For Erin Young, a second-year doctoral student in TC’s Clinical Psychology program, the school’s Dean Hope Center for Educational and Psychological Services has been a place not just to gain her first real-world experience in counseling clients, but to work with families from New York’s underserved communities who otherwise might not be getting mental health treatment at all.
Young said the value of the Dean Hope Center’s unique mission really struck her during one of her first supervised cases – an assessment for an adolescent from a nearby neighborhood who was struggling to succeed in his school setting. She said she developed a close rapport with the boy’s mother while she worked through an array of assessment tools from the Center’s extensive testing library.
“It was just a perfect storm of me being receiving this case assignment, and having a strong rapport with the mom and the teen, and then having my incredible assessment supervisor… together we were able to catch something in the course of the assessment that would have been easy to overlook if we weren’t being so thorough,” Young recalled, noting that a typical, more rushed in-school assessment might have missed the boy’s diagnosis.
That kind of breakthrough is the essence of what the Dean Hope Center seeks to offer: a kind of a win-win situation for future psychologists and counselors eager to help actual clients using the skills they’re learning at Teachers College, and for city residents seeking mental-health care that’s affordable and easily accessible.
In real-world clinical training — where students can apply the ideas they’ve learned in the classroom in an essential part of their overall degree program – at the Dean Hope Center, current students and alumni note how working with everyday clients from Upper Manhattan and other nearby neighborhoods prepares them for the diversity of the real world.
“We’re going to see people from all walks of life in this clinic, because it’s a community clinic and because it’s more affordable,” said counseling psychology doctoral student Tyner Gordon. For Gordon, the diversity of the students working at the Dean Hope Center benefits clients who want someone who understands their problems – “who may feel some kind of comfort that I’m sitting across from them” as a Black woman, she says.
Beginning its life simply as the Center for Psychological Service to offer practicum opportunities in clinical and counseling psychology, the Dean Hope Center has grown since the dawn of the 21st century through the addition of school psychology and reading specialists. That, as well as the 2005 donation that renamed it as the Dean Hope Center, created a comprehensive center that could not only address the often overlapping needs of local children and their families but do so on a sliding scale basis, which is what makes the program affordable for an otherwise underserved area.
“Providing high-quality mental health support to neighbors facing barriers to care is a core tenet of our work at the Dean Hope Center,” says Dinelia Rosa, Director of the Center. “We’re proud that families, teachers and community professionals give loud praises of the services they receive when working with our students, who can then apply the practical skills and experience they’ve gained to the counseling profession.”

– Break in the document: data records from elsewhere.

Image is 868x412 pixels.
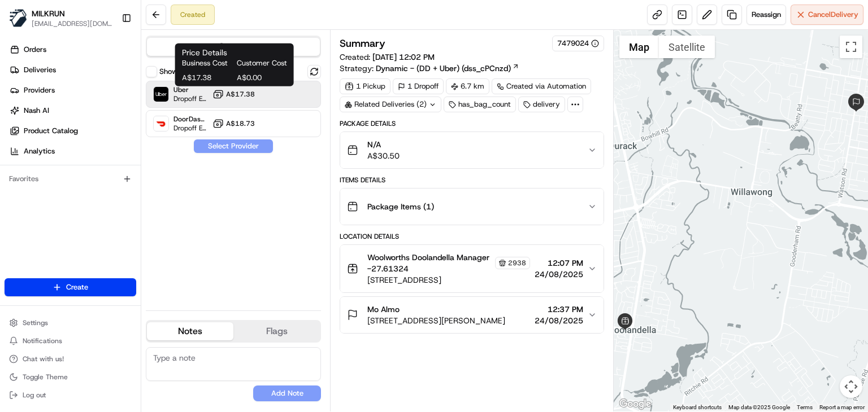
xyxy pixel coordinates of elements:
span: 24/08/2025 [534,315,583,326]
a: Terms (opens in new tab) [797,404,812,410]
button: Toggle Theme [5,369,136,385]
h3: Summary [339,39,386,48]
span: Dropoff ETA 47 minutes [174,124,208,132]
button: Keyboard shortcuts [673,404,722,412]
span: Package Items ( 1 ) [367,201,434,212]
span: A$17.38 [182,73,232,83]
h1: Price Details [182,47,287,58]
span: Mo Almo [367,304,399,315]
div: Package Details [339,119,604,128]
span: Business Cost [182,58,232,69]
span: Dropoff ETA 32 minutes [174,95,208,103]
span: 24/08/2025 [534,269,583,280]
button: Show street map [619,36,659,58]
div: 6.7 km [446,78,489,95]
button: MILKRUNMILKRUN[EMAIL_ADDRESS][DOMAIN_NAME] [5,5,117,32]
button: CancelDelivery [790,5,863,25]
span: 12:37 PM [534,304,583,315]
div: Favorites [5,170,136,188]
span: [STREET_ADDRESS][PERSON_NAME] [367,315,505,326]
label: Show unavailable [159,66,217,77]
span: [DATE] 12:02 PM [373,52,435,62]
button: A$18.73 [213,118,255,129]
img: DoorDash Drive [154,116,168,131]
span: Cancel Delivery [808,10,858,19]
span: Dynamic - (DD + Uber) (dss_cPCnzd) [376,63,511,74]
span: Created: [339,52,435,63]
span: Analytics [23,146,55,157]
div: 1 Dropoff [393,78,444,95]
button: Toggle fullscreen view [840,36,862,58]
span: A$18.73 [226,119,255,128]
a: Report a map error [820,404,865,410]
button: Mo Almo[STREET_ADDRESS][PERSON_NAME]12:37 PM24/08/2025 [340,297,604,333]
button: Quotes [147,38,320,56]
a: Dynamic - (DD + Uber) (dss_cPCnzd) [376,63,519,74]
span: Orders [23,44,46,55]
div: Strategy: [339,63,519,74]
span: [STREET_ADDRESS] [367,275,530,286]
button: Flags [234,322,320,341]
span: 2938 [508,259,526,267]
div: Items Details [339,175,604,185]
span: Chat with us! [23,355,64,364]
span: A$0.00 [237,73,287,83]
a: Created via Automation [491,78,591,95]
span: Product Catalog [23,126,78,136]
a: Providers [5,82,141,99]
span: N/A [367,139,399,150]
button: MILKRUN [32,8,65,19]
span: DoorDash Drive [174,115,208,124]
span: Deliveries [23,65,56,75]
button: Reassign [746,5,786,25]
span: Woolworths Doolandella Manager -27.61324 [367,252,493,275]
div: Related Deliveries (2) [339,97,441,112]
div: delivery [518,97,565,112]
div: has_bag_count [444,97,516,112]
span: Nash AI [23,106,49,116]
a: Nash AI [5,102,141,120]
span: Uber [174,86,208,95]
a: Deliveries [5,61,141,79]
button: Map camera controls [840,376,862,398]
span: A$30.50 [367,150,399,162]
button: Log out [5,388,136,403]
a: Analytics [5,142,141,161]
button: Notes [147,322,234,341]
img: Google [617,397,654,412]
span: Reassign [752,10,781,19]
img: MILKRUN [9,9,27,27]
span: Providers [23,86,55,95]
button: Settings [5,315,136,331]
a: Orders [5,40,141,59]
button: 7479024 [557,39,599,48]
button: A$17.38 [213,89,255,100]
div: Location Details [339,232,604,241]
span: 12:07 PM [534,258,583,269]
button: Chat with us! [5,351,136,367]
button: Show satellite imagery [659,36,714,58]
span: Settings [23,318,48,327]
span: A$17.38 [226,90,255,99]
button: Create [5,279,136,296]
button: Notifications [5,333,136,349]
span: Customer Cost [237,58,287,69]
span: Log out [23,391,46,400]
button: Package Items (1) [340,188,604,225]
a: Product Catalog [5,122,141,140]
button: N/AA$30.50 [340,132,604,168]
a: Open this area in Google Maps (opens a new window) [617,397,654,412]
div: 1 Pickup [339,78,390,95]
span: Notifications [23,337,62,346]
span: Toggle Theme [23,372,68,382]
img: Uber [154,87,168,102]
span: Map data ©2025 Google [728,404,790,410]
button: Woolworths Doolandella Manager -27.613242938[STREET_ADDRESS]12:07 PM24/08/2025 [340,245,604,292]
button: [EMAIL_ADDRESS][DOMAIN_NAME] [32,19,112,28]
span: Create [66,283,88,292]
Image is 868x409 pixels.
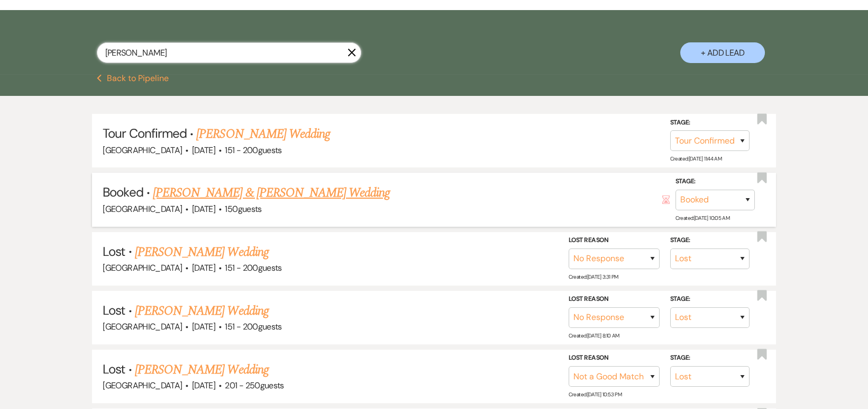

The Center’s wide reach is highlighted by group programs it now offers that are tailored to community needs, such as an eight-week program for teen moms and mothers-to-be, or a group, which Young works with, that provides support to previously incarcerated individuals returning to the neighborhood. When the need to address a social issue arises in Upper Manhattan, Young said, “the response from the center is, ‘How do we make that happen?’”
Despite the wide-range of services, patients can avoid waiting lists and traditional high costs for services like assessments because of the large pool of supervised grad students at Dean Hope, Amarelle Hamo (Ph.D. ’22, School Psychology) agreed. “The Center does a nice job meeting the community where it’s at and providing evaluations at a more reasonable cost,” said Hamo — now a postdoc fellow at Yale Child Study Center.
Another asset is the Dean Hope Center’s array of resources that other local schools or social-service agencies typically would not have – especially one the nation’s best collections of testing and assessment batteries and other instructional materials such as training videos that have been assembled over the years. “We’re really fortunate,” said Young, “that you can just walk down the hall and sign out an assessment.”
But the current and recent students said the Center’s best resource may be its people – both the TC faculty who devote so much energy toward supervising students counseling their very first clients, but also their classmates who meet in regular discussion classes to share what they’ve learned in their practicum work.
Gordon said she was especially moved by the value of the program during her therapy sessions with an elderly woman who said she’s been a Dean Hope Center client for years, and who patiently adjusted to conducting sessions over Zoom during the pandemic, eventually agreeing to be recorded for Gordon’s therapy sessions with her.
“This is a really great clinic,” said the patient, whose name has been withheld to protect her privacy. “It’s a teaching clinic and I’ve been able to work with so many great students. And it’s heartbreaking to say goodbye to them at the end of the year, but I know they’re going off into the world and they’re going to be great clinicians and I'm just happy that I can be a part of their journey and also get some help.”